Field Guide · concept

Also known as: DSP benchmarking, DSP profiling, throughput measurement

Benchmarking DSP is the practice of measuring how fast a signal-processing pipeline runs — its throughput in samples per second — and profiling where the CPU time goes, so you can confirm the code keeps up with the incoming sample rate and find the stages worth optimizing.1 In software radio the hard constraint is simple: to process a stream arriving at, say, 2.4 Msps in real time, the pipeline must consume more than 2.4 million samples every second, forever, or it falls behind and drops data.

CPU time per stage (profile) downconvertFIR filterdemodframing hotspot real-timebudget
A profile attributes CPU time to each stage; total time per sample must stay under the real-time budget set by the sample rate.

How it works

Benchmarking answers two different questions with two different tools. Microbenchmarks time a single function or block in isolation — run a FIR filter over a fixed buffer many times and report samples per second or nanoseconds per sample. This gives a clean, comparable number for one operation and is ideal for checking whether an optimization actually helped. Profiling runs the whole pipeline and attributes elapsed CPU time to each function, typically by statistical sampling of the call stack, so you can see which stage dominates — usually visualized as a flame graph or a sorted list of hotspots.2

The guiding principle is Amdahl’s law in practice: optimizing a stage that uses 3% of the time can never yield more than a 3% speedup, so you profile first and optimize the tall bar. In DSP that tall bar is almost always the tight per-sample inner loops — filtering, mixing, FFTs — because they touch every one of millions of samples per second, while the framing and protocol logic runs comparatively rarely.

Useful derived metrics:

  • Throughput (Msps) — samples processed per second; compare against the required input rate to get headroom.
  • Cycles or nanoseconds per sample — normalizes throughput so results are comparable across sample rates and machines.
  • Real-time factor — how many times faster than real time an offline run completes; a replay that finishes 20× faster than real time has ample margin.

In practice

Benchmarks must be run on representative input and a warmed-up machine, with enough iterations to swamp measurement noise, and ideally pinned so a background process or CPU frequency scaling does not corrupt the number. Because results are comparative, the highest-value use is regression detection: record a baseline and fail CI if throughput drops, catching a change that quietly halves performance before it ships.

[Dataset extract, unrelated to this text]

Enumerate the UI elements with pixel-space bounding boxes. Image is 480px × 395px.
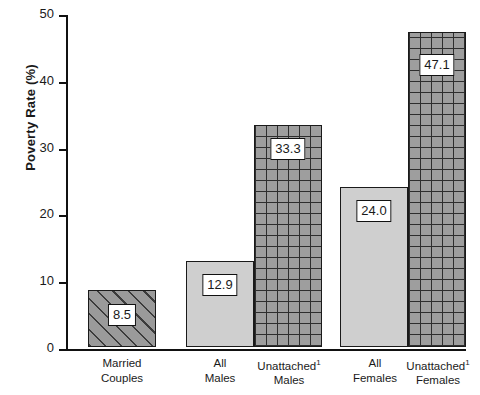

Optimization then follows the hotspot. The classic DSP levers are SIMD vectorization (processing many samples per instruction), better memory access patterns to stay in cache, and multithreading to spread stages across cores. Libraries like VOLK exist precisely to supply hand-tuned, CPU-dispatched kernels for the common per-sample operations so applications inherit the speed without writing assembly.

The honest caution is to keep the benchmark faithful to reality: a microbenchmark that fits entirely in L1 cache can vastly overstate throughput compared to a real pipeline that is memory-bound, so end-to-end throughput on real data is the number that actually predicts whether the radio keeps up.

Relevance to SDR

Meeting the sample-rate budget is the defining performance problem of real-time DSP, and benchmarking is how you prove you meet it with margin to spare for bursts and scheduling jitter. It is what tells you whether a decoder will run on a Raspberry Pi or needs a desktop, and where to spend effort if it does not.

GopherTrunk is a pure-Go application, so it benchmarks with Go’s built-in benchmarking and profiling tooling rather than relying on a VOLK/GNU Radio stack, and its file-replay path doubles as a natural throughput harness: replaying a capture flat-out and measuring the real-time factor shows how much headroom the decode chain has above the live sample rate. Because the decode chain normalizes to a fixed per-protocol channel rate, the steady-state DSP cost is bounded regardless of capture rate, which keeps the performance budget predictable. GT does not use a GPU or hand-tuned SIMD kernel library; it leans on Go’s compiler and clean per-sample loops, and relates the heavier vectorization approaches to the wider ecosystem.

Sources

  1. Benchmark (computing) — Wikipedia, on measuring and comparing the performance of software components. 

  2. Profiling (computer programming) — Wikipedia, on attributing run time to code to locate hotspots worth optimizing.